Sac Bee, ISABELLA BLOOM: "President Joe Biden and Vice President Kamala Harris will meet with Gov. Gavin Newsom and six other governors on Friday to discuss efforts to prevent 2021 wildfires, according to White House officials.

 

California so far has had 5,671 wildfires in 2021. The still-burning Dixie Fire in Butte, Plumas and Tehama counties has already destroyed over 220,000 acres, according to Cal Fire.

 

Biden and Harris on Friday will hear from the governors of California, Oregon, Montana, Wyoming, Washington, Idaho and Minnesota.
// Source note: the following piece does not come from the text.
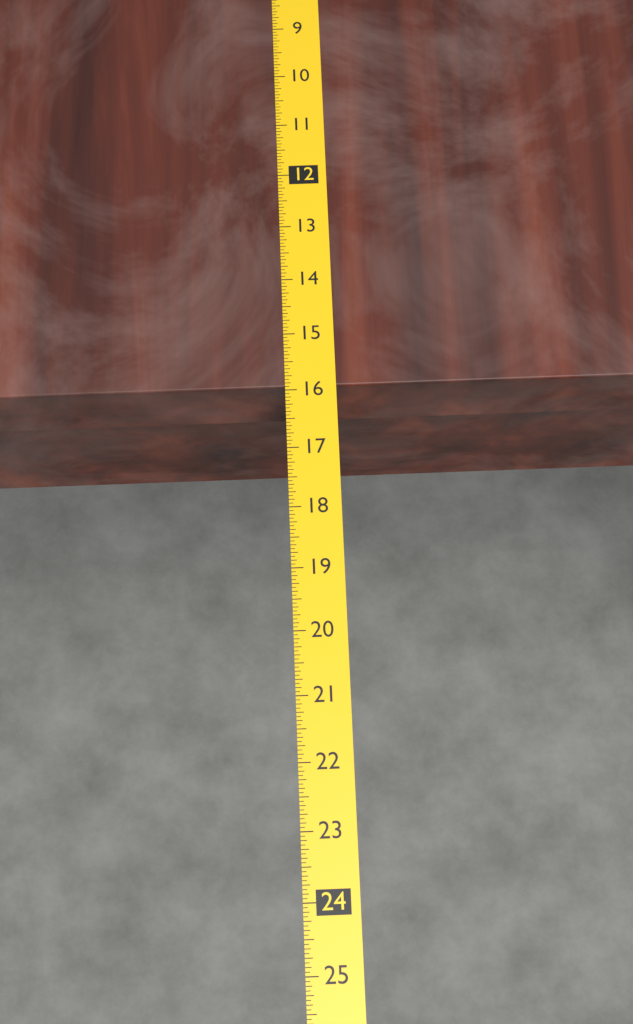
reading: 15.9375 (no unit)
The meeting comes after 22 extreme weather and climate-related disasters caused some $95 billion in damages in 2020, according to the National Oceanic and Atmospheric Administration."

 

How a forgotten Black activist fueled a California city's racial reckoning

 

LA Times, JEANETTE MARANTOS: "For 129 years, Black educator and activist Ellen Garrison Jackson Clark lay unsung and forgotten in an unmarked grave in Altadena’s Mountain View Cemetery.

 

She was the granddaughter of a freedman who fought in the Revolutionary War and spent years traveling alone through the South to teach formerly enslaved people how to read and write, protected only by a paper “passport” to show she had no owner but herself.

 

In 1866 she went to court to argue that law-abiding African Americans should be able to sit wherever they chose — nearly 90 years before Rosa Parks refused to move to the back of the bus in Montgomery, Ala."

 

Ed Buck's Black victims fought to be believed

 

LA Times, HAILEY BRANSON-POTTS: "Before he testified in federal court about Ed Buck injecting him with methamphetamine, one man’s anxiety sent him to the hospital.

 

Others who had planned to testify against Buck, who was convicted this week in the overdose deaths of two Black men in his apartment, couldn’t bring themselves to do it. Some wept on the witness stand.

 

Before testifying, Dane Brown, whose near-fatal overdose led to Buck’s 2019 arrest, did deep breathing exercises and tried to steel himself for his character being publicly questioned since he was homeless and in the throes of addiction when he last saw Buck."